#### SOURCE INFORMATION

* * * * * * *

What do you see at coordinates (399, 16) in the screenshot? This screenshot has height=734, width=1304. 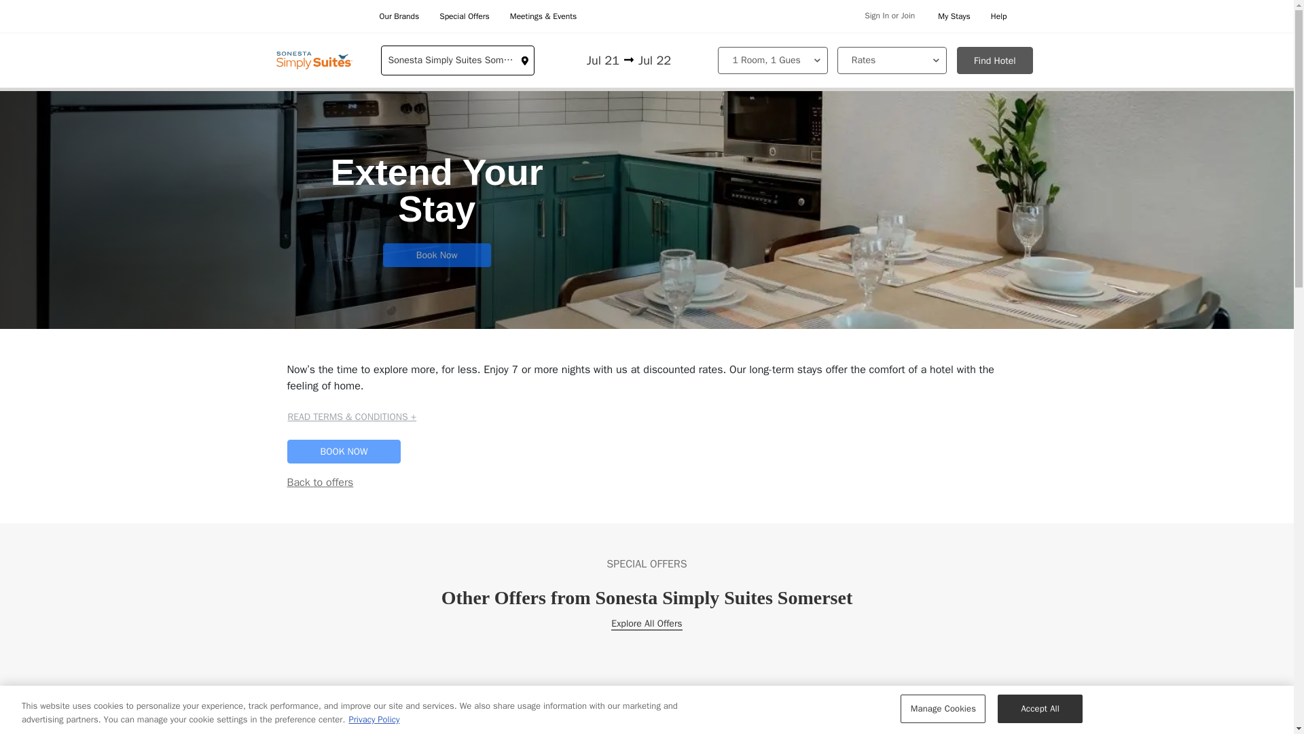 I see `Our Brands` at bounding box center [399, 16].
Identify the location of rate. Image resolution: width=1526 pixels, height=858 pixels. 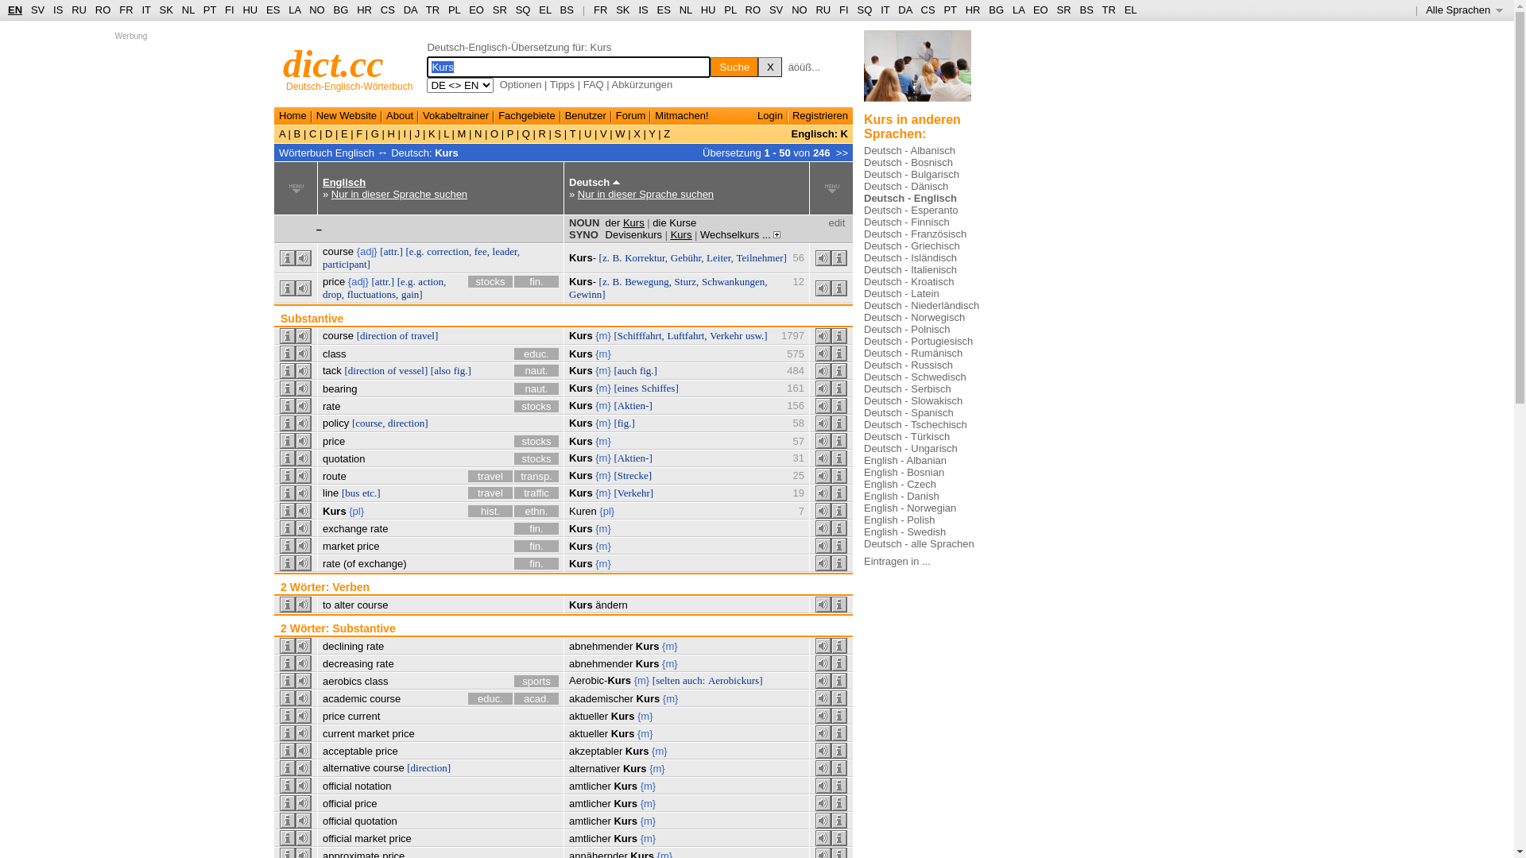
(379, 529).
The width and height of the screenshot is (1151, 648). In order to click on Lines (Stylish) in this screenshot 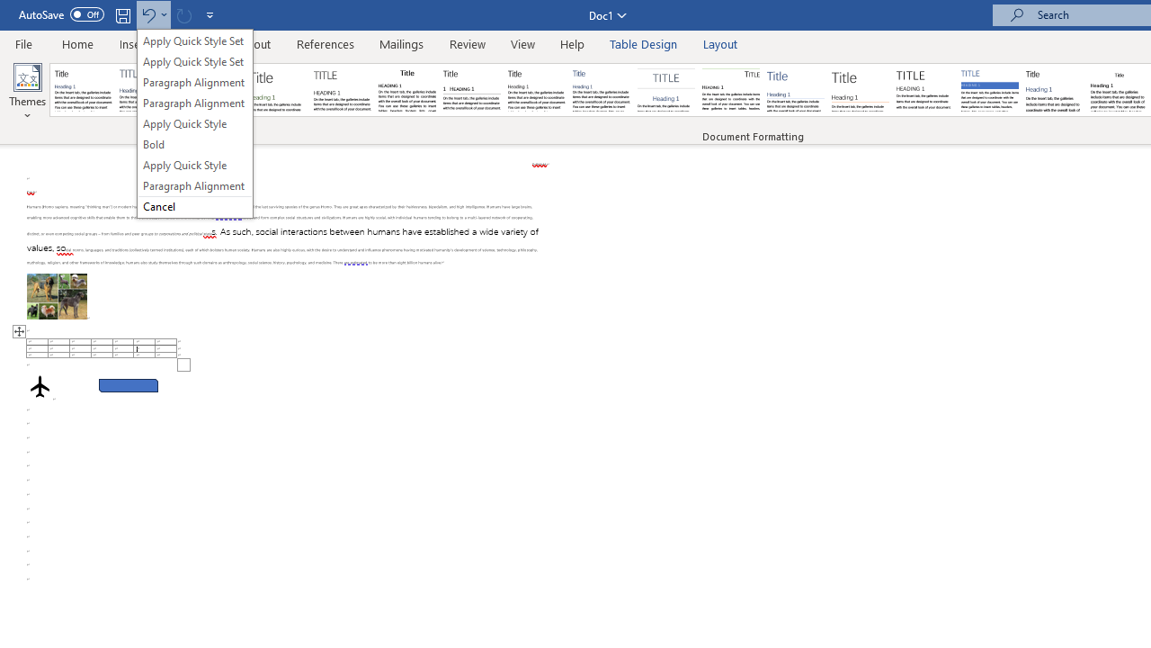, I will do `click(861, 90)`.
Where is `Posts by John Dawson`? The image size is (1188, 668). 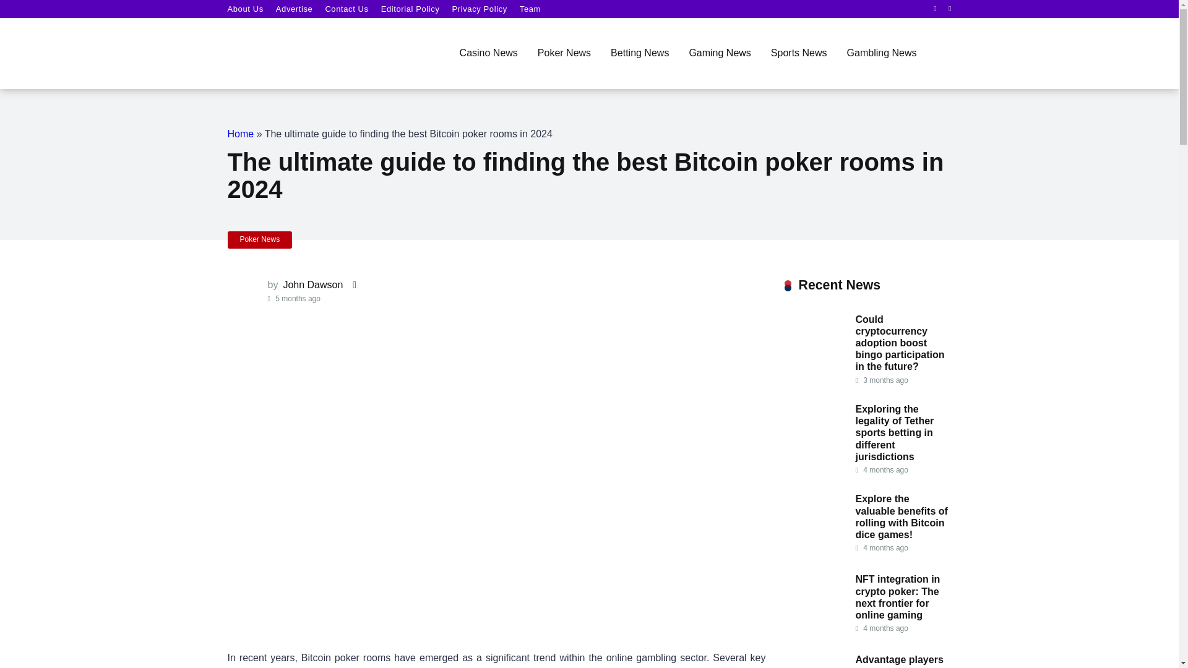
Posts by John Dawson is located at coordinates (311, 285).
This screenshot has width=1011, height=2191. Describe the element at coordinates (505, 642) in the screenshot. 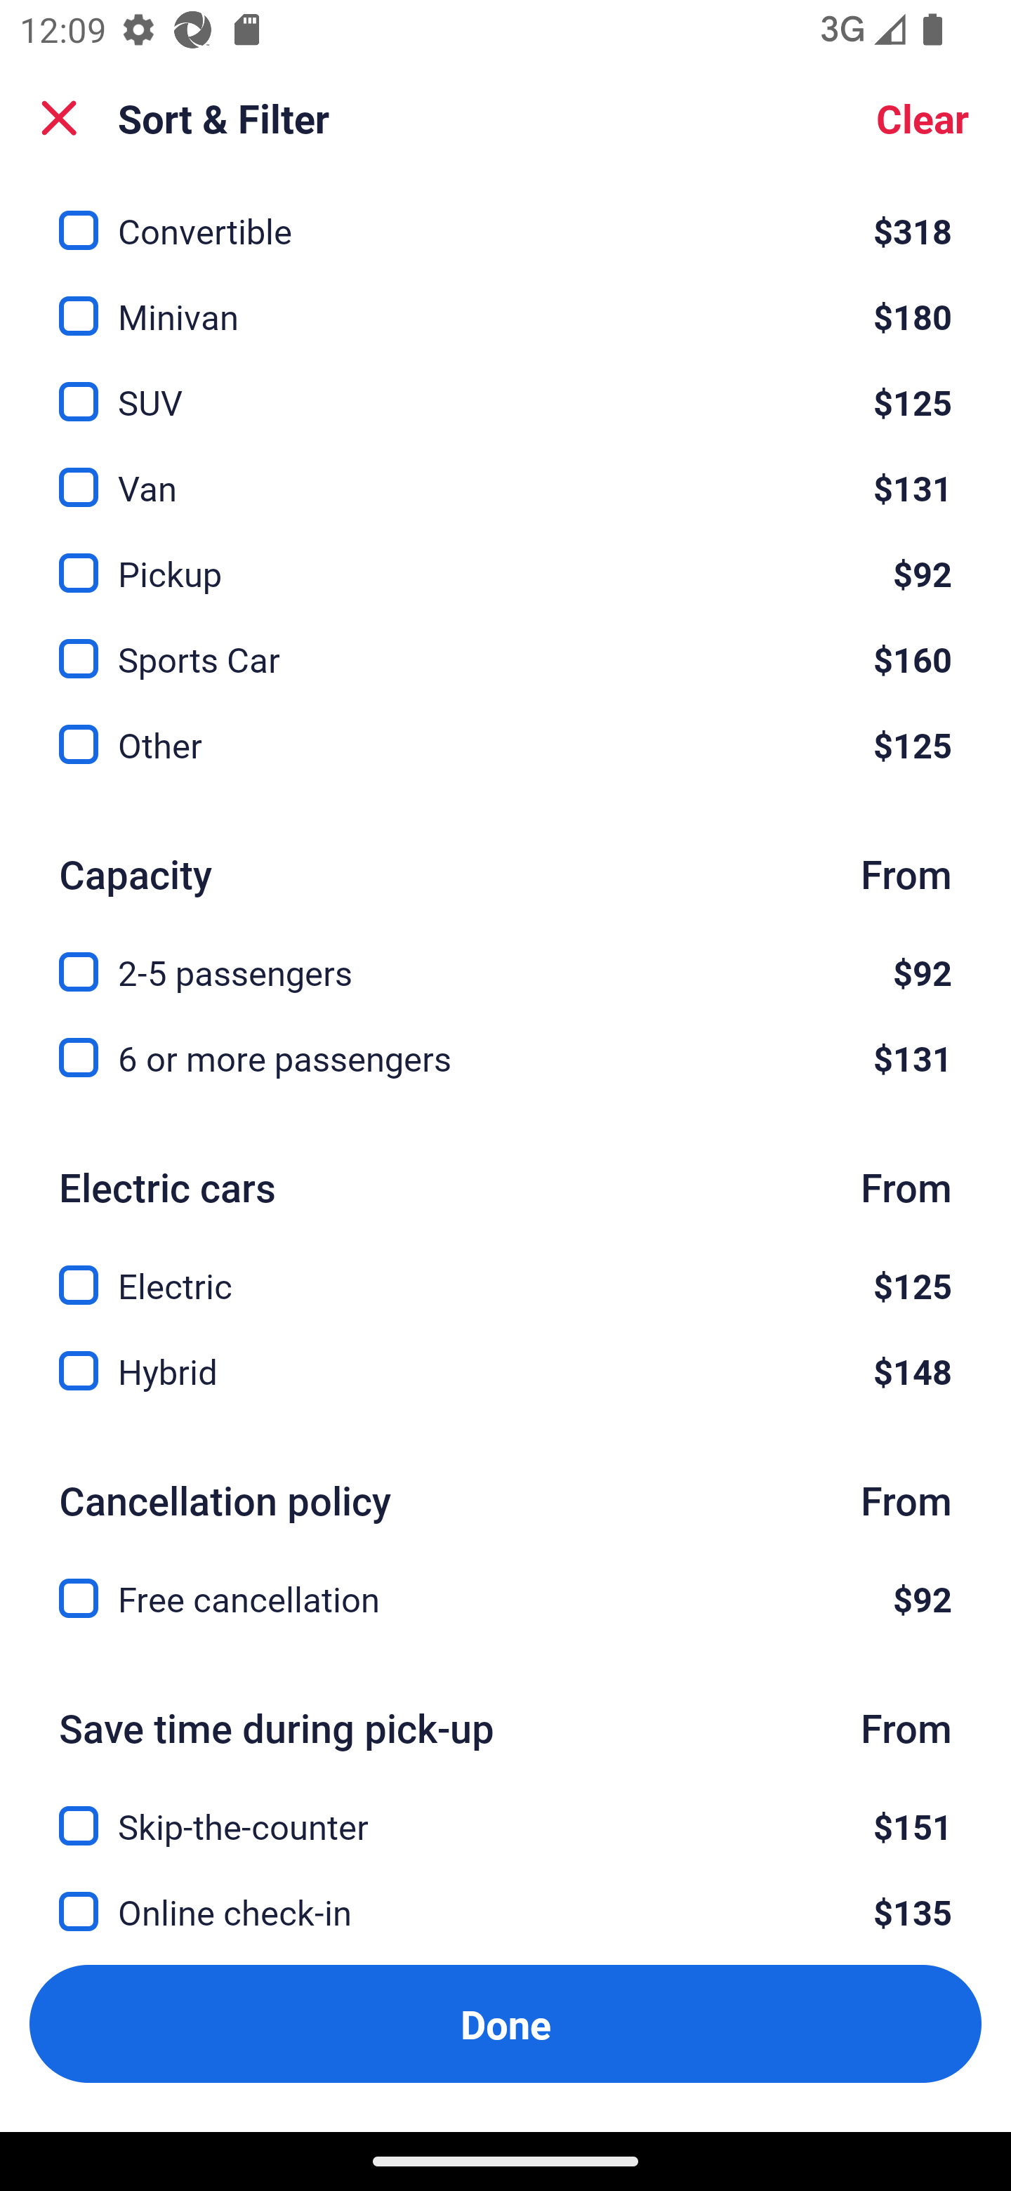

I see `Sports Car, $160 Sports Car $160` at that location.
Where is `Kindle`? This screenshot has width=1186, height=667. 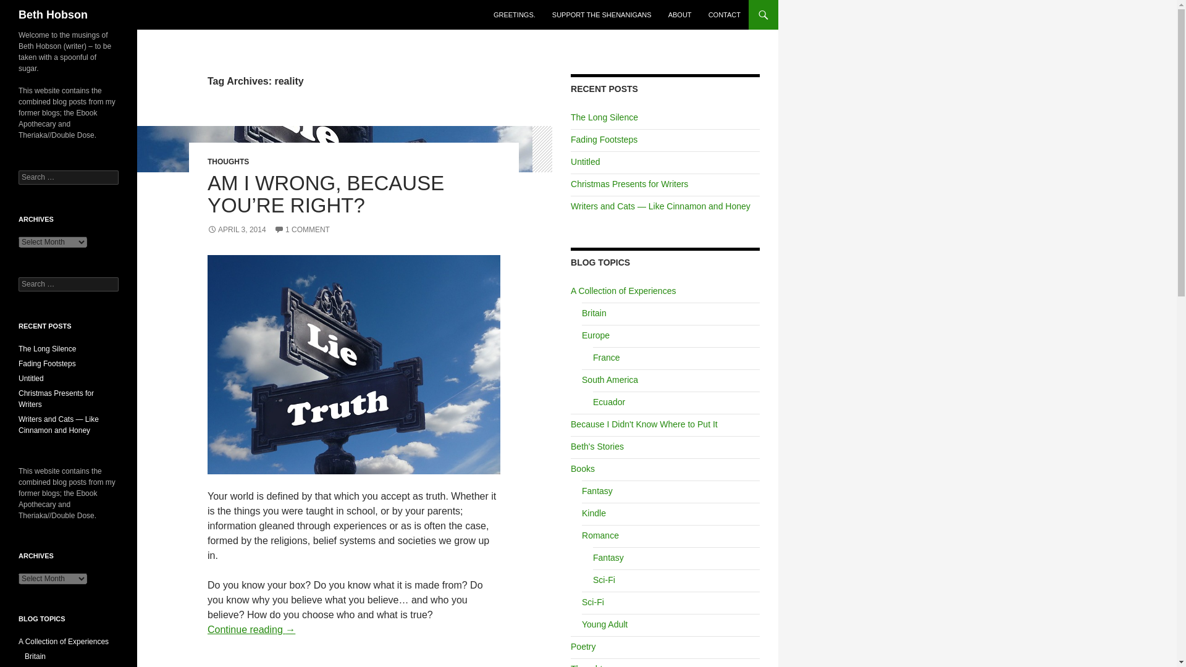
Kindle is located at coordinates (594, 513).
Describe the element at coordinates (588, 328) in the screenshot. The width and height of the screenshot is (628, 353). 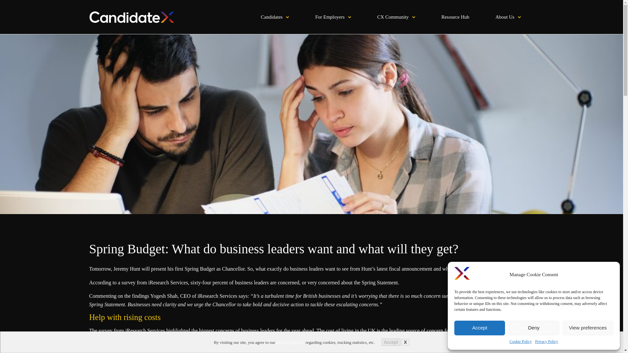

* * * * * * *

#### EXERCISE DIRECTIONS
In the copy, only the lines from the one holding "has width=1186, height=667." through the end of the listing above should appear, retyped exactly, both ends included, with no pictures.

#### COMPLETED TASK
Where is `Kindle`? This screenshot has width=1186, height=667. 
Kindle is located at coordinates (594, 513).
Describe the element at coordinates (588, 328) in the screenshot. The width and height of the screenshot is (628, 353). 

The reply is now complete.